Once Again a Bride - By Jane Ashford Page 0,4

“Regret to inform you, ma’am, that there has been an… incident. A gent’lmun was found earlier this morning. His purse was missing, but he had a card case in his waistcoat pocket. That there card was inside it.”

“But… what happened? Is he hurt? Where have you taken…?”

“Sorry, ma’am.” The visitor grimaced, looking as if he wished very much to be elsewhere. “Regret to tell you, the gent’lmun is dead. Footpads, looks like. Caught him as he was…”

“Dead?” Somehow, Lucy was at Charlotte’s elbow, supporting her. “But how… are you sure? I cannot believe…”

The man shuffled his feet. “Somebody must come and identify him for sartain, ma’am. Mebbe a…?”

“I shall go!” interrupted Holcombe. He glared at Charlotte, at the watchman, at the other servants. No one argued with him. The watchman looked relieved.

They all stood in stunned silence as Holcombe ran for his coat and departed with the watch. Charlotte never remembered afterward how she got back up to the drawing room, only that she was sitting there when Lucy entered some indeterminate time later and said, “It’s him. He’s dead.”

Charlotte half rose. “Holcombe is…?”

“He’s back with the news. Right cut up, he is.” Lucy’s lip curled.

“Henry is dead?” She couldn’t help repeating it.

“Seems he is, Miss Charlotte. Happens more often than we had any notion, Holcombe says. Streets aren’t half safe, after dark. London!” Lucy knew that many people saw the city as thrilling, with every sort of goods and amusement on offer. She hated the filth and the noise—wheels clattering, people shouting at you to buy this or that from the moment you stepped into the street. Strangers shoving past if you walked too slow. She had discounted Holcombe’s horror stories, however. He enjoyed scaring the scullery maid out of the few wits she possessed with tales of hapless servants who wandered into the wrong part of town and never came out. Lucy had refused to show any fear just to irk him. Now it seemed he was right, after all.

Charlotte sank back onto the sofa. She hadn’t wanted this, not anything like this. She’d longed for change, but she’d never wished…

“Can I get you something? Tea? You haven’t eaten a crumb.”

“I couldn’t.”

“You have to eat.”

“Not now.”

Lucy bowed her head at the tension in her voice. “Shall I sit with you?”

“No. No, I’d like to be alone for a while.”

Lucy hesitated, then bobbed a curtsy and went out. Charlotte folded her hands tightly together, pressed her elbows to her sides. This wasn’t change; this was life violently turned upside down. This was the fabric of daily existence ripped right in two.

She hadn’t ever loved Henry. She had tried to like him, almost thought she did, before he made that impossible. In these last months, she hadn’t hated him, had she? No, she hadn’t gone that far. She had wished, over and over, that he had never entered her life. But she hadn’t wished him dead. Yesterday, at about this time, he had been haranguing her about his tea, and now he was removed from the face of the earth. How could this be?

Two

Sir Alexander Wylde rode into the stable yard behind his town house feeling, as usual, that a morning ride in London was the definition of constriction. Small landscapes, slow gaits, and the tedious interruption of acknowledging acquaintances who also chose to ride early. It was almost, almost, worse than no ride at all.

Leaving his horse with the groom, he entered through the back door. He had taken only two steps along the corridor when he heard a crash in the upper regions, followed by pounding footsteps and inarticulate cries, and then a thump, as if some largish piece of furniture had toppled over. Another man might have started in alarm or run toward the stairs, but Alec merely frowned and walked a little faster. His main emotion was disappointment; Lizzy had promised.

He had to climb two flights to discover the source of the uproar. On the way he passed a housemaid with an apron full of broken china; she avoided his gaze. Frances Cole stood outside Anne’s bedchamber wringing her hands.

The moment she saw him, she began to wail. “The creature is filthy and vicious. It is absolutely out of the question. This is too much, Alec! She has gone too far!” The latter phrase had become something of a refrain in the last few months, since Lizzy’s third governess had decamped. “I will not go in there,” Frances added half hysterically.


Repeat every record exactly as written, but leave out the pictures.
══ Material provided ══
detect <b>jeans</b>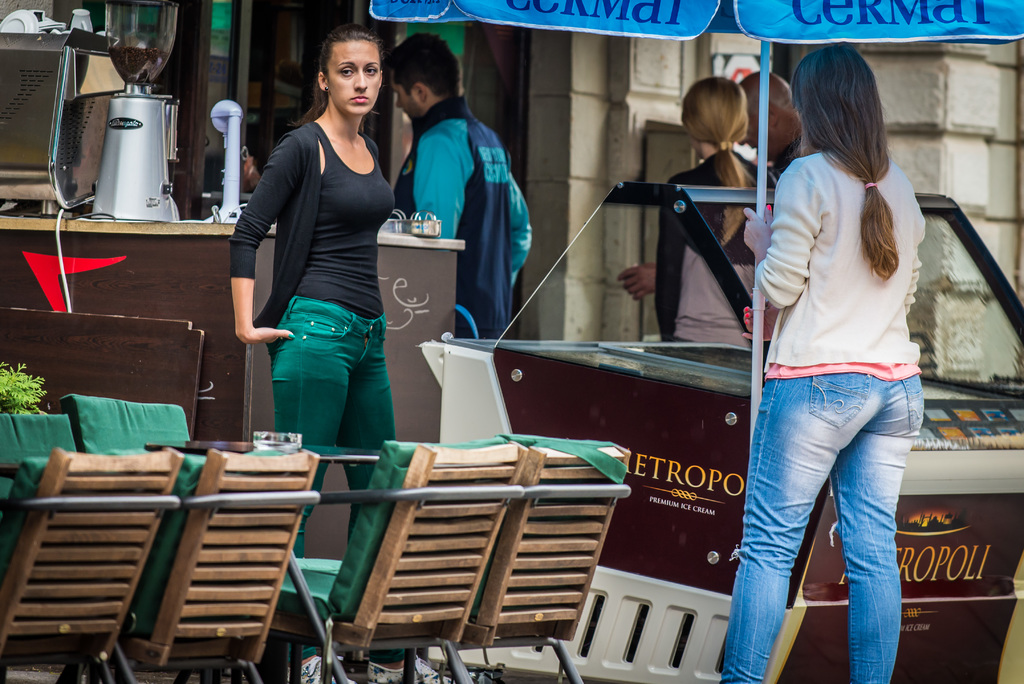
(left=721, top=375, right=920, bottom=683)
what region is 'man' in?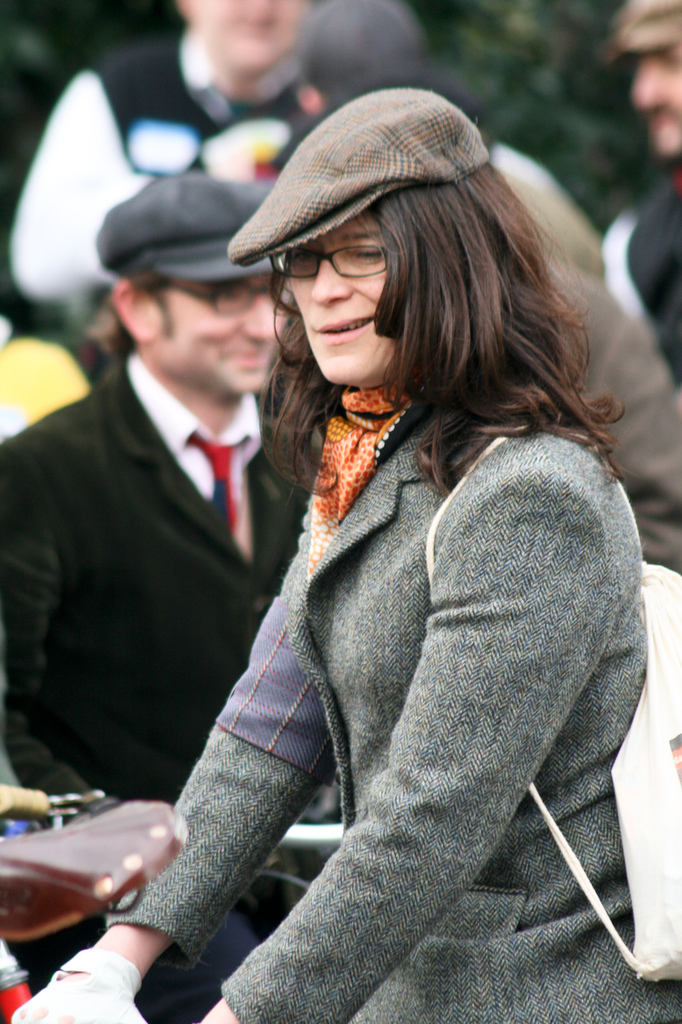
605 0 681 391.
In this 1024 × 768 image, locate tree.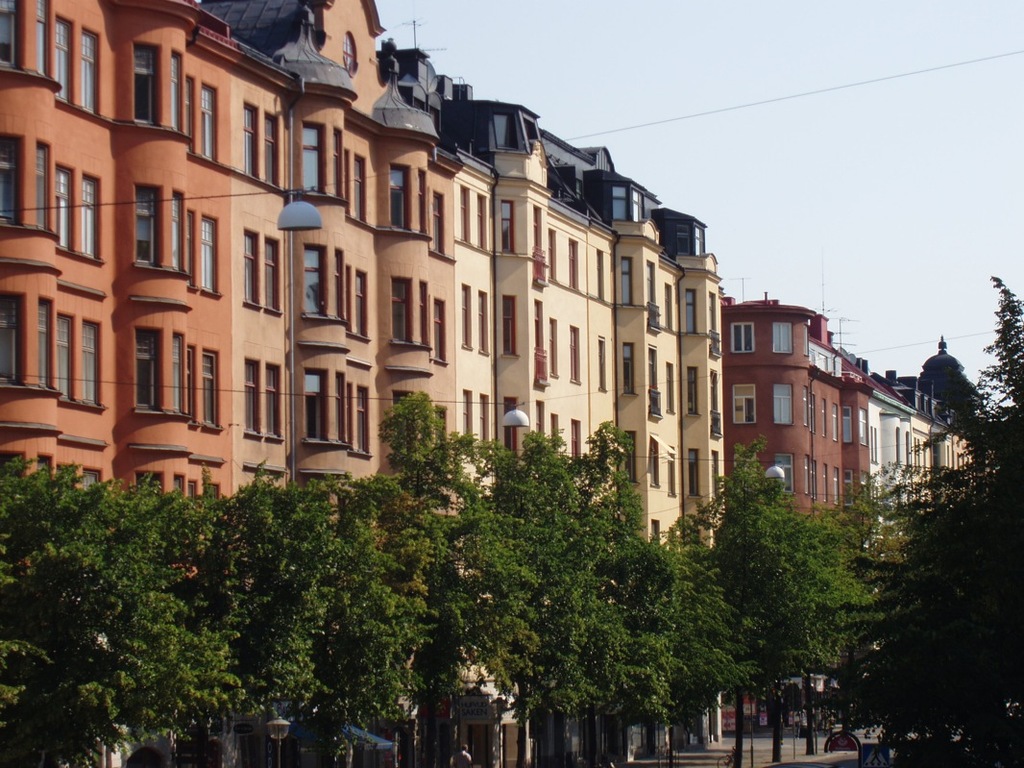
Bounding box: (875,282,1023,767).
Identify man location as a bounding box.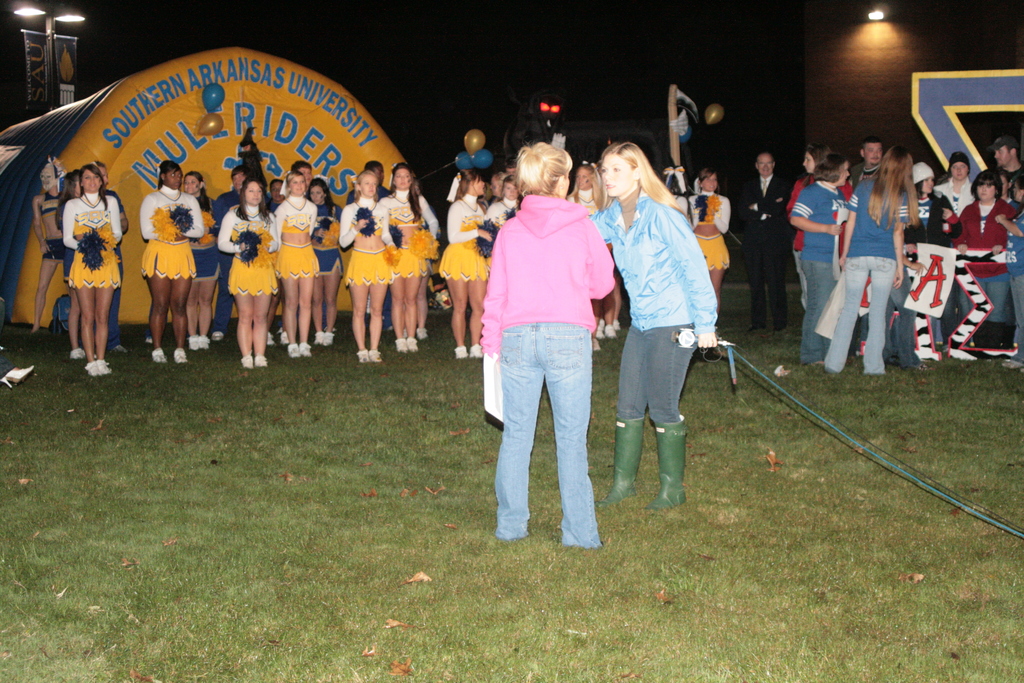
═══
> _Response to the task_:
detect <b>jeans</b>
(left=721, top=375, right=920, bottom=683)
what region is 'man' in?
605 0 681 391.
In this 1024 × 768 image, locate tree.
Bounding box: (875,282,1023,767).
Identify man location as a bounding box.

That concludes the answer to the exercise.